Tuesday, December 08, 2015

The TV Version

The thing to understand about the smaller screen versions of DWA's CG features? Some of them remain CG when they make the transition to television half-hours (Kung Fu Panda, Dragons of Berk), while others morph into hand-drawn series. The Croods is one of the DreamWorks Animation properties that transform.



What studios have learned, albeit slowly, is that CG is the lucrative way to go with theatrical animation. In fact, our fine entertainment conglomerates have minimal interest in hand-drawn animation, and the format has been pushed off to smaller studios, many of them in Europe. But when it comes to TV animation, the small fry don't care if it's CG ... or hand-drawn.
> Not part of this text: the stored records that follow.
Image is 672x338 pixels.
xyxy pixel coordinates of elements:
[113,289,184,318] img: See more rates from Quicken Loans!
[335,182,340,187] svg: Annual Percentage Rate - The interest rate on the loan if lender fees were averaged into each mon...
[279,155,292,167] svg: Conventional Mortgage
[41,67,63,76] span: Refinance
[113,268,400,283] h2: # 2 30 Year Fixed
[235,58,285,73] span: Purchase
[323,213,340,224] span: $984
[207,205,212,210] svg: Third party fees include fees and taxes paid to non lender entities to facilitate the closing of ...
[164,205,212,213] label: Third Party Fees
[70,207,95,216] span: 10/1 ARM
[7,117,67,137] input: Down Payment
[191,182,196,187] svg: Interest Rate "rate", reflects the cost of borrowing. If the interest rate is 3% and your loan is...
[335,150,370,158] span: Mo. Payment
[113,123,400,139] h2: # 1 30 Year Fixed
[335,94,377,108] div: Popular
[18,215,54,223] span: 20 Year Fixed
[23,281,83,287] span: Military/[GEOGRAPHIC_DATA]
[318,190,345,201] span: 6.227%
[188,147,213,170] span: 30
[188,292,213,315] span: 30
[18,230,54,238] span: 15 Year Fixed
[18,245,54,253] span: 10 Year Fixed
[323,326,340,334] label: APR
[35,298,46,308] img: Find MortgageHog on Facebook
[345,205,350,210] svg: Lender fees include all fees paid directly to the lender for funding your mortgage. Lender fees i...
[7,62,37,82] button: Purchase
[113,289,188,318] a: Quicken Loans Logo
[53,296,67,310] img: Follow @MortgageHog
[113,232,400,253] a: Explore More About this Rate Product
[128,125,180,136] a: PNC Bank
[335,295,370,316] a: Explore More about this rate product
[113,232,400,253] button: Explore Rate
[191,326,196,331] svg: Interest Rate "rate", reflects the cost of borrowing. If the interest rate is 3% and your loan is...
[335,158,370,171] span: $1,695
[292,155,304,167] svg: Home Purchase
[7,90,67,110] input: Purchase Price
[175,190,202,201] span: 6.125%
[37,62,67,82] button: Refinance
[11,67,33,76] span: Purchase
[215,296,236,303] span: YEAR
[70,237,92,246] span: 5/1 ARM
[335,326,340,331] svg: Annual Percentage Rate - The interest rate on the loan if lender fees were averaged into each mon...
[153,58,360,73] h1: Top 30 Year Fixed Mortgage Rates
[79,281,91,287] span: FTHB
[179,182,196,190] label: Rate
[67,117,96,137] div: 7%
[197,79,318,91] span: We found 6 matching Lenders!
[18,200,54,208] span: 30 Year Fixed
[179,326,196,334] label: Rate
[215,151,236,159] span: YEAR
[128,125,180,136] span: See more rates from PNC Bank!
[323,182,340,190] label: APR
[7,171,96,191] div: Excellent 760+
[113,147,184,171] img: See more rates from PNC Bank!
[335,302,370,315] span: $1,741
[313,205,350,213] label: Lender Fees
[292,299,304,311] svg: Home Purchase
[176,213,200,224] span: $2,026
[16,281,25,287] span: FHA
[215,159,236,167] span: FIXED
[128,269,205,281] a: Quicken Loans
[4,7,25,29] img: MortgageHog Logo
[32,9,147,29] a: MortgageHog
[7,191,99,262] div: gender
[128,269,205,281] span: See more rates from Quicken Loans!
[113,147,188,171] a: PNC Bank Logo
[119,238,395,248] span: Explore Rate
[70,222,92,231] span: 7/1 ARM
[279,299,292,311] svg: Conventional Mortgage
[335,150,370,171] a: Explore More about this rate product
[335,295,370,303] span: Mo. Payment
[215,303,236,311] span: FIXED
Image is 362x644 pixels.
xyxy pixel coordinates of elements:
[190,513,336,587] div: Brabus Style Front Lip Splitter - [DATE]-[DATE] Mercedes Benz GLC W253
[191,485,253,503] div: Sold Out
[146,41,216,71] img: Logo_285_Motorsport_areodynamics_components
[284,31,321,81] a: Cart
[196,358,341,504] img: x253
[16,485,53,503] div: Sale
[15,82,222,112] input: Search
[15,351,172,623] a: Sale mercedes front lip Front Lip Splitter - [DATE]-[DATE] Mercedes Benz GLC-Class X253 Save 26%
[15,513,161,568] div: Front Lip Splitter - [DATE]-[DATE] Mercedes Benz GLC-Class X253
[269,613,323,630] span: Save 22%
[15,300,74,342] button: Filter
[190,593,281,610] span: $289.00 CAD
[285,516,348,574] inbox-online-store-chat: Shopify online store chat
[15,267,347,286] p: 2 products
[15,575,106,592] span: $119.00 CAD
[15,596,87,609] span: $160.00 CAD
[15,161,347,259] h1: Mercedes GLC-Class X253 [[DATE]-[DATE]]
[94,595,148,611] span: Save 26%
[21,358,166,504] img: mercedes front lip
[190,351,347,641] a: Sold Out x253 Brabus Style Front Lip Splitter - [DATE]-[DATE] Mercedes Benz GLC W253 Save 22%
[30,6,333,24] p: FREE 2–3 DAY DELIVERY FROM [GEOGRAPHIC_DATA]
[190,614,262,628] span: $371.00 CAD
In fact, in some instances they prefer hand-drawn.

This has blown a large hole in many TV studios long-term plans, because those studios started from the premise that CG trumps hand-drawn cartoons, just like CG beats hand-drawn on the big screen. And, based on what they thought children wanted to see, they invested large amounts of money in CG product, only to watch in dismay as that product crashed and burned, even as older, traditional fare (can we say Sponge Bob Square Pants? I knew we could!) went on and on, one profitable season following another.

So that explains why DWA has a less expensive hand-drawn version of one of its CG hits. The company is betting that the target demographic doesn't care what format its cave dwellers appears in. And it's probably a pretty safe bet.